Case Study – Stress-Testing an Overextended Monitoring Vision

The problem

  • An ambitious indicator strategy, no critical review against feasibility, coherence, and practicality.

Context

A broad sustainability vision was built around over a hundred of proposed indicators as derived from a community consultation process. On paper, the ambition was high. In practice, however, the indicator set had not yet been challenged for clarity, duplication, usefulness, measurability, bottlenecks, or implementation burden. The risk was a monitoring model that appeared comprehensive, but would prove unworkable during implementation.

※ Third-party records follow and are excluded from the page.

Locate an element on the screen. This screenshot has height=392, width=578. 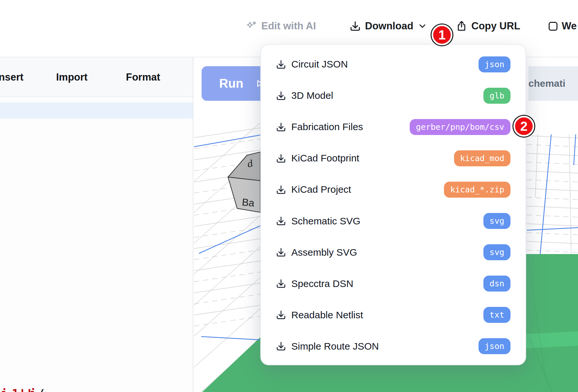
download-menu-item-kicad-footprint: KiCad Footprint kicad_mod is located at coordinates (393, 158).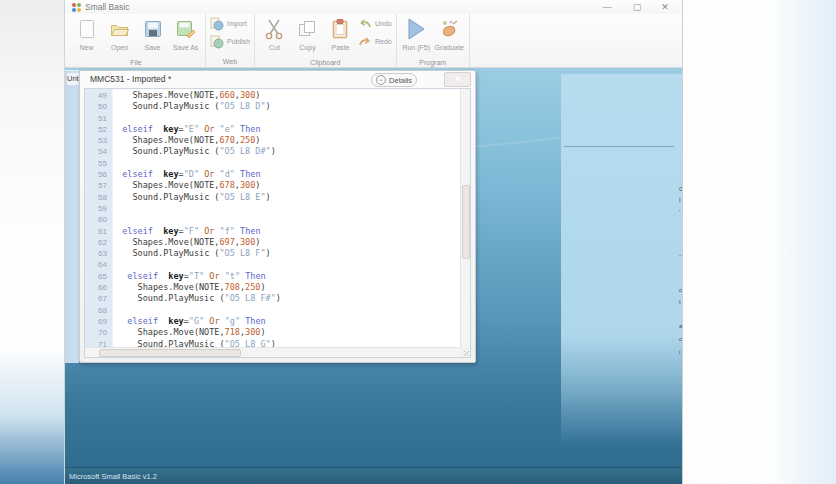 This screenshot has height=484, width=836. Describe the element at coordinates (278, 80) in the screenshot. I see `editor-title-bar: MMC531 - Imported * ⌄ Details ✕` at that location.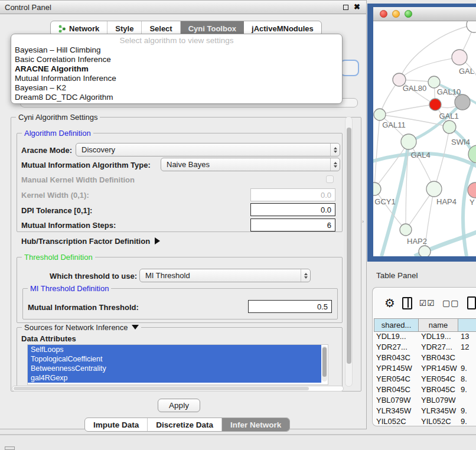 The width and height of the screenshot is (476, 450). What do you see at coordinates (425, 139) in the screenshot?
I see `network-canvas: GALGAL80GAL10GAL1SWI4GAL11GAL4GCY1HAP4YH…` at bounding box center [425, 139].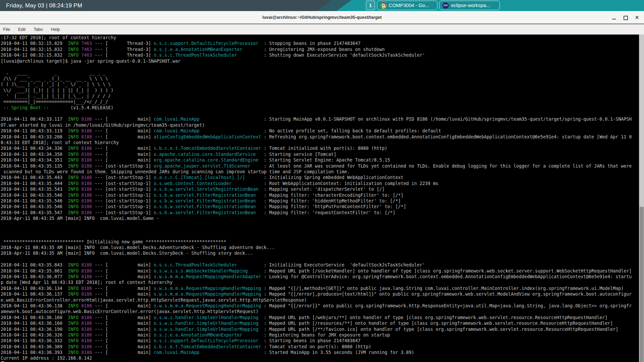 This screenshot has width=644, height=362. Describe the element at coordinates (44, 5) in the screenshot. I see `taskbar-clock: Friday, May 03 | 08:24:19 PM` at that location.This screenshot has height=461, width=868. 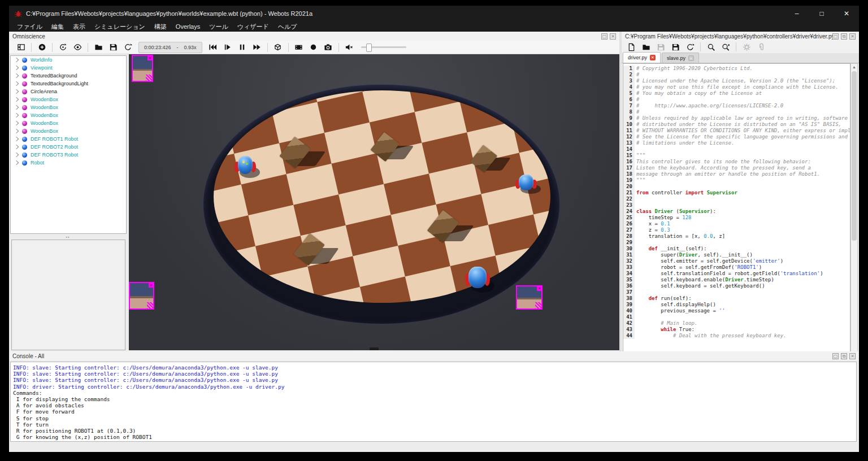 I want to click on tree-item-def-robot2-robot: DEF ROBOT2 Robot, so click(x=68, y=147).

What was needed was not a cosmetic clean-up, but a substantive feasibility review with a closer look at whether the proposed indicators actually made sense, whether their data could be collected realistically, whether their terminology was logical, whether their importance was justifiable, and whether common indicators could be used in their stead.

My role

I reviewed the proposed indicator set as part of a broader advisory assignment on planning and monitoring. My task was not simply to edit wording, but to examine the indicator vision against what each indicator was trying to capture, whether it was conceptually clear, whether it duplicated other measures, whether the data could realistically be collected directly or obtained from alternative sources including stakeholders, whether there are risks in collecting their data and in publishing any results, and whether the overall framework was moving toward something implementable.

What I did

I conducted a substantive diagnostic review of the proposed monitoring concept by:

  • reviewing the proposed indicators for conceptual clarity, relevance, duplication, and feasibility, etc.
  • identifying where single indicators were overloaded and in fact contained multiple different ideas or measurement demands
  • questioning whether certain indicators were meaningful in practice, even where they sounded appealing in principle
  • flagging measurement problems, including vague definitions, unclear units of analysis, unrealistic tracking expectations, and likely data-source gaps
  • identifying where indicators would be difficult, politically sensitive, or disproportionate to the organisation’s realistic monitoring capacity

As the review progressed, it became increasingly clear that the main issue was not the wording of individual indicators, but the wider monitoring vision itself. The proposed framework was too broad and insufficiently grounded in feasibility to function as intended without significant rethinking.

Outcome

The review helped leadership recognise that the original monitoring vision was not realistically implementable in its proposed form. Rather than producing a finalised indicator set through minor refinement, the exercise served as a feasibility stress test that exposed the need for more fundamental reconsideration of the framework’s scope, logic, and practical demands.

What this case shows

This case demonstrates my ability to diagnose weak framework design before it hardens into an unworkable system. It shows that I do not just help build monitoring structures; I also know how to test whether they are conceptually sound, realistically measurable, and proportionate to institutional capacity. Sometimes the most valuable contribution is not to force into existence a refined framework, but to show clearly why the whole concept needs rethinking first.